Computer-aided diagnostic (CAD) studies are developing rapidly with recent advances in artificial intelligence technologies. Recent results have reported that well-trained convolutional neural network (CNN) models can show state-of-the-art performance for meningioma segmentation on MR imaging (MRI) with a Dice ratio of more than 0.900 [5-10]. On the one hand, these studies provided a series of CNN models for automated tumor detection and volumetric assessment, indicating convenient radiological tools to facilitate patient management in clinical practice. On the other hand, they provided an important image preprocessing method for subsequent oncological analysis (eg, Ki-67 prediction and grading prediction), presenting a time-saving method that can be applied to numerous downstream tasks [10-19].

To date, all of the CAD research investigating meningioma segmentation tested the robustness of CNN models using images that were similar to the training data set. However, the objectives in medical images, especially MRIs, can vary substantially in image pattern when acquired by different scanning protocols. Unlike computed tomography scanning, in which the individual tissues and adjacent structures have their own typical computed tomography numbers (Hounsfield unit), the signal intensity of tissue on MRIs is determined by various factors, including the scanner manufacturers; imaging parameters such as contrast administration, repetition, and echo time; k-space filling strategy; and reconstruction algorithm. Therefore, images obtained from different protocols or scanners may show a significant domain shift, leading to model performance degradation and challenging its deployment in public health care institutions [20,21]. Given the importance of image segmentation of meningioma, how the well-trained model would realistically perform when used in different public health care centers should be investigated.
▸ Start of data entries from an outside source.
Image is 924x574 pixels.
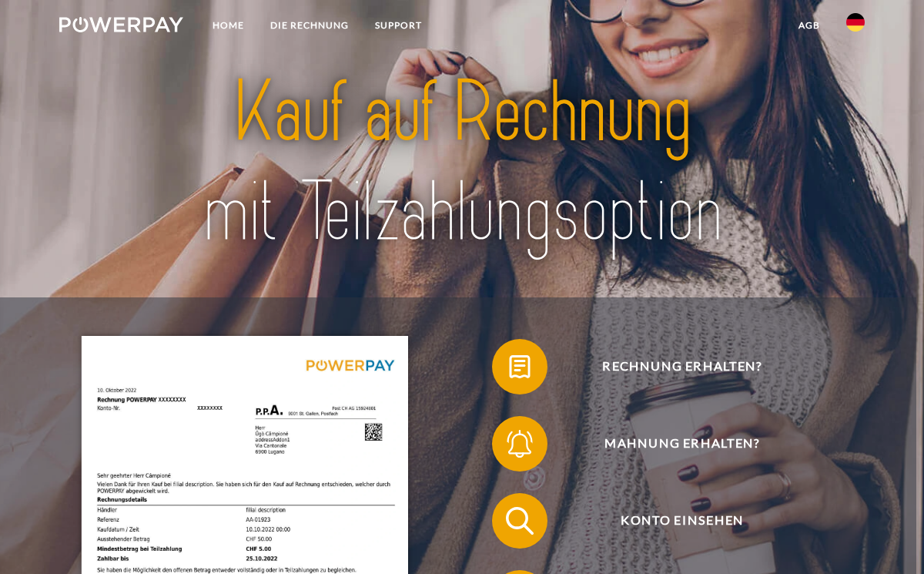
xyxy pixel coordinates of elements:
span: Rechnung erhalten? [512,339,852,395]
span: Konto einsehen [512,493,852,548]
img: logo-powerpay-white.svg [59,17,183,32]
img: qb_search.svg [502,503,537,538]
a: DIE RECHNUNG [257,12,362,40]
a: Home [200,12,257,40]
img: qb_bill.svg [502,349,537,384]
a: SUPPORT [362,12,435,40]
img: title-powerpay_de.svg [140,58,784,267]
button: Mahnung erhalten? [492,416,853,471]
img: de [846,13,865,31]
button: Rechnung erhalten? [492,339,853,395]
a: Konto einsehen [472,490,872,552]
button: Konto einsehen [492,493,853,548]
a: Mahnung erhalten? [472,413,872,474]
a: Rechnung erhalten? [472,336,872,397]
img: qb_bell.svg [502,426,537,460]
span: Mahnung erhalten? [512,416,852,471]
a: agb [785,12,833,40]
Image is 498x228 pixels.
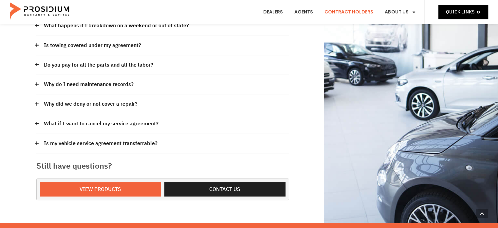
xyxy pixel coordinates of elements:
a: Why did we deny or not cover a repair? [44,99,138,109]
div: Is towing covered under my agreement? [36,36,289,55]
div: What happens if I breakdown on a weekend or out of state? [36,16,289,36]
span: Contact us [209,184,240,194]
a: Why do I need maintenance records? [44,80,134,89]
a: Contact us [164,182,286,197]
h3: Still have questions? [36,160,289,172]
a: Quick Links [439,5,488,19]
a: Is towing covered under my agreement? [44,41,141,50]
div: Do you pay for all the parts and all the labor? [36,55,289,75]
a: Do you pay for all the parts and all the labor? [44,60,153,70]
div: What if I want to cancel my service agreement? [36,114,289,134]
a: View Products [40,182,161,197]
a: What happens if I breakdown on a weekend or out of state? [44,21,189,30]
span: Quick Links [446,8,475,16]
div: Why did we deny or not cover a repair? [36,94,289,114]
div: Is my vehicle service agreement transferrable? [36,134,289,153]
span: View Products [80,184,121,194]
a: Is my vehicle service agreement transferrable? [44,139,158,148]
div: Why do I need maintenance records? [36,75,289,94]
a: What if I want to cancel my service agreement? [44,119,159,128]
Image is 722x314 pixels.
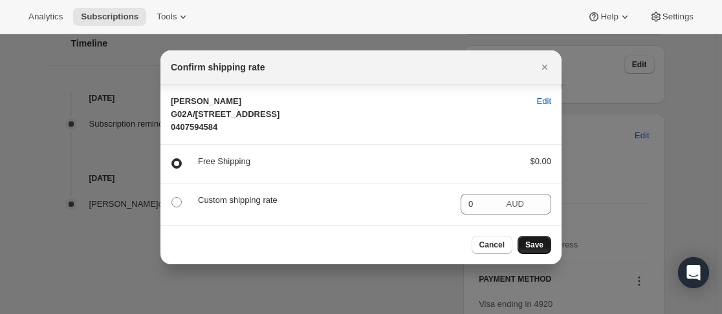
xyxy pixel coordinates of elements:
[21,8,71,26] button: Analytics
[81,12,138,22] span: Subscriptions
[678,257,709,288] div: Open Intercom Messenger
[171,96,279,132] span: [PERSON_NAME] G02A/[STREET_ADDRESS] 0407594584
[157,12,177,22] span: Tools
[198,155,509,168] p: Free Shipping
[525,240,543,250] span: Save
[472,236,512,254] button: Cancel
[537,95,551,108] span: Edit
[171,61,265,74] h2: Confirm shipping rate
[536,58,554,76] button: Close
[506,199,524,209] span: AUD
[580,8,638,26] button: Help
[517,236,551,254] button: Save
[600,12,618,22] span: Help
[479,240,505,250] span: Cancel
[662,12,693,22] span: Settings
[28,12,63,22] span: Analytics
[198,194,450,207] p: Custom shipping rate
[530,157,551,166] span: $0.00
[642,8,701,26] button: Settings
[529,91,559,112] button: Edit
[149,8,197,26] button: Tools
[73,8,146,26] button: Subscriptions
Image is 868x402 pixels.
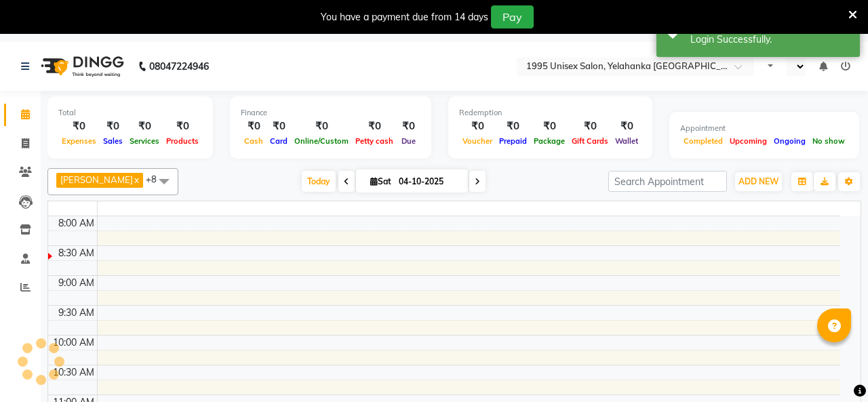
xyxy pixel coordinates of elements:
button: ADD NEW [735,172,782,191]
div: 10:30 AM [50,366,97,380]
div: 10:00 AM [50,336,97,350]
span: Upcoming [726,136,770,146]
span: Products [163,136,202,146]
div: ₹0 [100,119,126,134]
div: Redemption [460,107,642,119]
div: ₹0 [266,119,291,134]
span: Wallet [612,136,642,146]
span: Completed [681,136,726,146]
span: Package [530,136,568,146]
div: ₹0 [397,119,421,134]
span: No show [809,136,848,146]
img: logo [34,47,128,85]
span: Due [398,136,419,146]
div: ₹0 [496,119,530,134]
div: 9:30 AM [55,306,97,320]
div: Appointment [681,123,848,134]
b: 08047224946 [150,47,209,85]
div: ₹0 [163,119,202,134]
div: ₹0 [291,119,352,134]
span: Prepaid [496,136,530,146]
span: Cash [241,136,266,146]
div: ₹0 [241,119,266,134]
span: Sat [367,177,395,187]
div: 9:00 AM [55,276,97,290]
span: Today [302,171,336,192]
button: Pay [491,5,534,28]
div: 8:00 AM [55,217,97,231]
span: Expenses [58,136,100,146]
div: Finance [241,107,421,119]
span: +8 [146,174,167,185]
div: You have a payment due from 14 days [321,10,489,24]
span: Online/Custom [291,136,352,146]
div: 8:30 AM [55,247,97,260]
div: ₹0 [568,119,612,134]
div: Login Successfully. [691,33,850,47]
div: ₹0 [126,119,163,134]
span: [PERSON_NAME] [61,174,133,185]
a: x [133,174,139,185]
div: ₹0 [530,119,568,134]
div: ₹0 [58,119,100,134]
div: Total [58,107,202,119]
div: ₹0 [352,119,397,134]
span: Ongoing [770,136,809,146]
span: Petty cash [352,136,397,146]
input: Search Appointment [608,171,727,192]
span: Sales [100,136,126,146]
span: Card [266,136,291,146]
input: 2025-10-04 [395,171,462,192]
span: ADD NEW [739,177,779,187]
span: Gift Cards [568,136,612,146]
div: ₹0 [460,119,496,134]
span: Voucher [460,136,496,146]
div: ₹0 [612,119,642,134]
span: Services [126,136,163,146]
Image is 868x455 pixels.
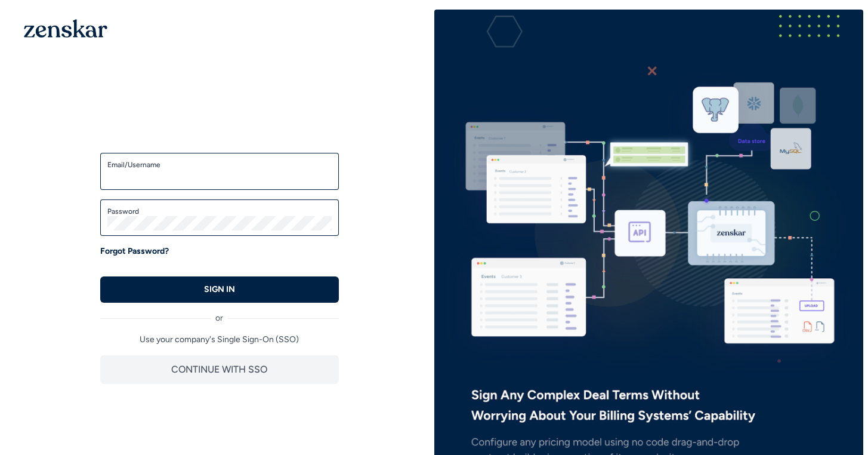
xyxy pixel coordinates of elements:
img: 1OGAJ2xQqyY4LXKgY66KYq0eOWRCkrZdAb3gUhuVAqdWPZE9SRJmCz+oDMSn4zDLXe31Ii730ItAGKgCKgCCgCikA4Av8PJUP... [24,19,108,38]
button: CONTINUE WITH SSO [100,356,339,384]
label: Password [108,206,332,216]
a: Forgot Password? [100,245,169,258]
p: Use your company's Single Sign-On (SSO) [100,334,339,346]
p: SIGN IN [204,284,235,295]
label: Email/Username [108,160,332,170]
div: or [100,303,339,325]
button: SIGN IN [100,276,339,303]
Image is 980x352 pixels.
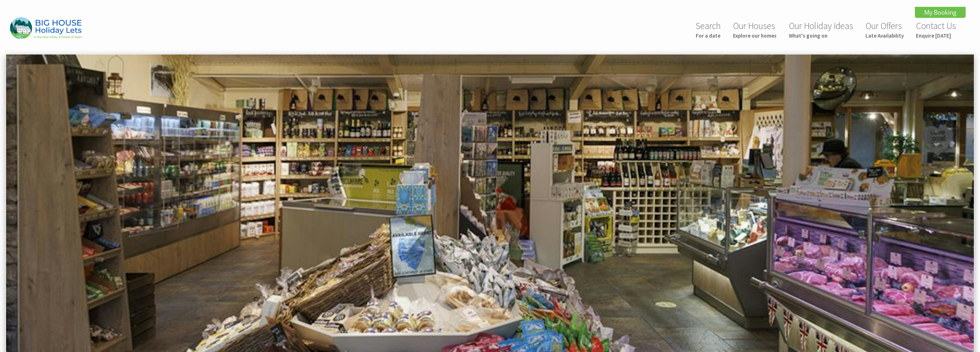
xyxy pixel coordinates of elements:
[10,17,82,39] img: Big House Holiday Lets
[916,32,956,39] small: Enquire [DATE]
[733,32,777,39] small: Explore our homes
[865,32,904,39] small: Late Availability
[915,7,966,18] a: My Booking
[916,20,956,39] a: Contact UsEnquire [DATE]
[733,20,777,39] a: Our HousesExplore our homes
[865,20,904,39] a: Our OffersLate Availability
[696,32,721,39] small: For a date
[789,32,853,39] small: What's going on
[696,20,721,39] a: SearchFor a date
[789,20,853,39] a: Our Holiday IdeasWhat's going on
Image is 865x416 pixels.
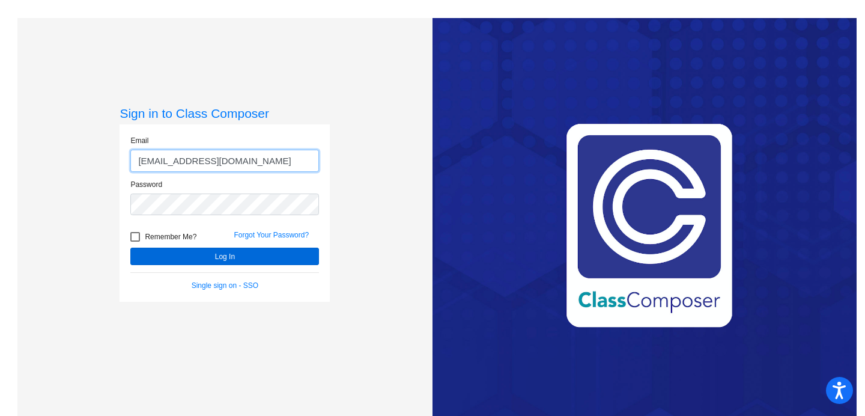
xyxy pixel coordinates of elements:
[130,247,319,265] button: Log In
[130,135,148,146] label: Email
[145,229,196,244] span: Remember Me?
[130,179,162,190] label: Password
[234,231,309,239] a: Forgot Your Password?
[192,281,258,290] a: Single sign on - SSO
[120,106,330,121] h3: Sign in to Class Composer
To mitigate this limitation and meet the clinical needs, we deployed and tested the well-trained meningioma segmentation model in four public medical centers. Furthermore, we explored the efficacy of retraining and transfer learning, as these are widely used techniques when the model exhibits a significant decline in performance. This study is the first investigation focused on meningioma segmentation model deployment and testing, and will provide detailed statistics for clinicians who may benefit the most from CAD research.


Study Population

This is a multicenter study conducted in four health care centers. All patients underwent tumor resection and were pathologically diagnosed with meningioma between January 2015 and December 2021. The inclusion criteria were as follows: had a pathological diagnosis of meningioma and underwent pretreatment MR scans and had high-quality MRIs. The patients were excluded from this research if the MRIs had noticeable motion, aliasing, or rippling artifacts; untraceable treatment history, including radiotherapy or surgery; multiple meningiomas; and a recorded intracranial disease history, including subarachnoid hemorrhage, ischemic stroke, and other types of intracranial tumor. We also checked their pathological records, ensuring the diagnosis complied with the latest guidelines, which were released in 2021 [22].

Patients were examined using both 3.0 T and 1.5 T MR machines from different manufacturers with various scanning protocols, as summarized in Multimedia Appendix 1. It should be mentioned that the MR scans were obtained by using similar scanning protocols in centers A and B (magnetization-prepared rapid gradient echo [MPR-AGE]), while centers C and D used a separate protocol (fat-suppressed fast or turbo spin echo [FSE/TSE]). A flowchart covering the detailed inclusion and exclusion criteria for patients is provided in Figure 1.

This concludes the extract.